A Snippet from: EMISSARY, A Novel
by Chris Rogers
Perched at the edge of Addison Hale’s drink container, Emissary Ruell’s biological energy spark hesitated before entering the president’s corporeal form. An instant earlier, aboard the Szhen ship, Ruell’s assignment had seemed challenging and adventurous.
“You can do this,” his mentor, Kralaill, had said during last-minute instructions for Ruell’s deputation as Emissary to Earth.
“I wish I shared my mentor’s confidence.” The Human words grated like sand on Ruell’s thought sensors.
“Twenty-three emissaries have been successfully integrated on other planets, Ruell. You will be number twenty-four.”
 In the blackness of the Ready Room, Kralaill’s brilliant spark flickered from blue to green. Ruell frequently envisioned his mentor’s image before Kralaill relinquished his corporeal form and boarded the ship, but there was no time now for such sentimentality.
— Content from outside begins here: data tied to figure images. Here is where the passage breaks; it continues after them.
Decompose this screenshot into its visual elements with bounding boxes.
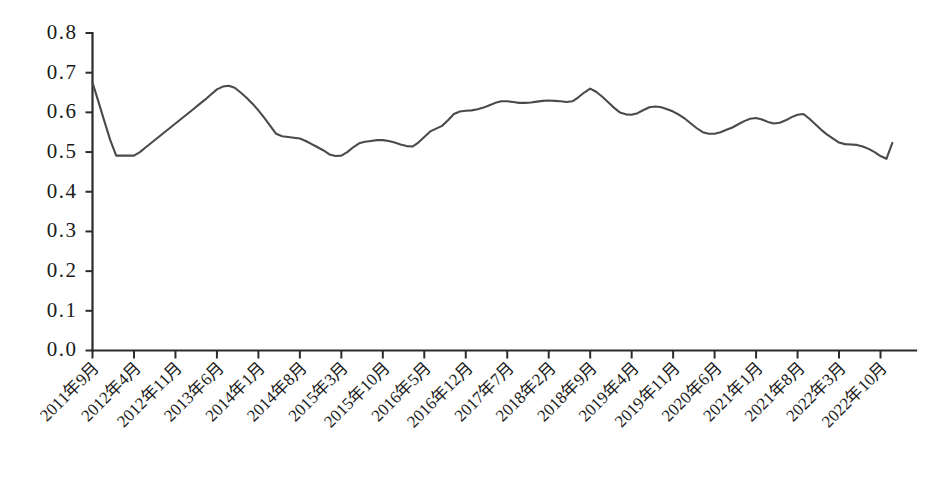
y-tick-label: 0.2 bbox=[47, 258, 78, 282]
line-chart: 0.00.10.20.30.40.50.60.70.8 2011年9月2012年… bbox=[0, 0, 943, 481]
y-tick-label: 0.6 bbox=[47, 99, 78, 123]
y-tick-label: 0.4 bbox=[47, 179, 78, 203]
axes-group bbox=[93, 33, 917, 351]
chart-container: 0.00.10.20.30.40.50.60.70.8 2011年9月2012年… bbox=[0, 0, 943, 481]
data-series-line bbox=[93, 83, 893, 159]
y-tick-label: 0.7 bbox=[47, 60, 78, 84]
y-axis-ticks: 0.00.10.20.30.40.50.60.70.8 bbox=[47, 20, 93, 362]
x-axis-ticks: 2011年9月2012年4月2012年11月2013年6月2014年1月2014… bbox=[36, 351, 891, 432]
y-tick-label: 0.3 bbox=[47, 218, 78, 242]
y-tick-label: 0.8 bbox=[47, 20, 78, 44]
y-tick-label: 0.1 bbox=[47, 298, 78, 322]
y-tick-label: 0.0 bbox=[47, 337, 78, 361]
y-tick-label: 0.5 bbox=[47, 139, 78, 163]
For both of them, the comfort of occupying a body of one’s own was forever in the past and best forgotten.
“How many emissaries have actually fulfilled their mission, Mentor, and returned whole?”
Instead of answering, Kralaill ushered Ruell to the conveyance chamber. Before engaging the relocation beam, he repeated, with a shift of inflection, “You can do this, Ruell.”
Expanding now into President Hale’s neural network, Ruell peered out at a world he previously had viewed only in scanner waves. Everything looked glossier than expected, and multi-textured. And strange. After the bland colors and sterile, mechanical odors aboard the Szhen ship, this environment aroused Ruell’s visual and olfactory sensors, provoking memories of home too painful to endure at the moment.
Groping for stability in the unfamiliar body, he sampled the rich sensory stimulants of Air Force One to strengthen his spark—authentic wood, freshly cut flowers, leather seats—and he tried not to think of being separated from everything he knew and loved.
“Madam President, this report just arrived.” The more interesting of the two men approaching President Hale extended a sheaf of papers.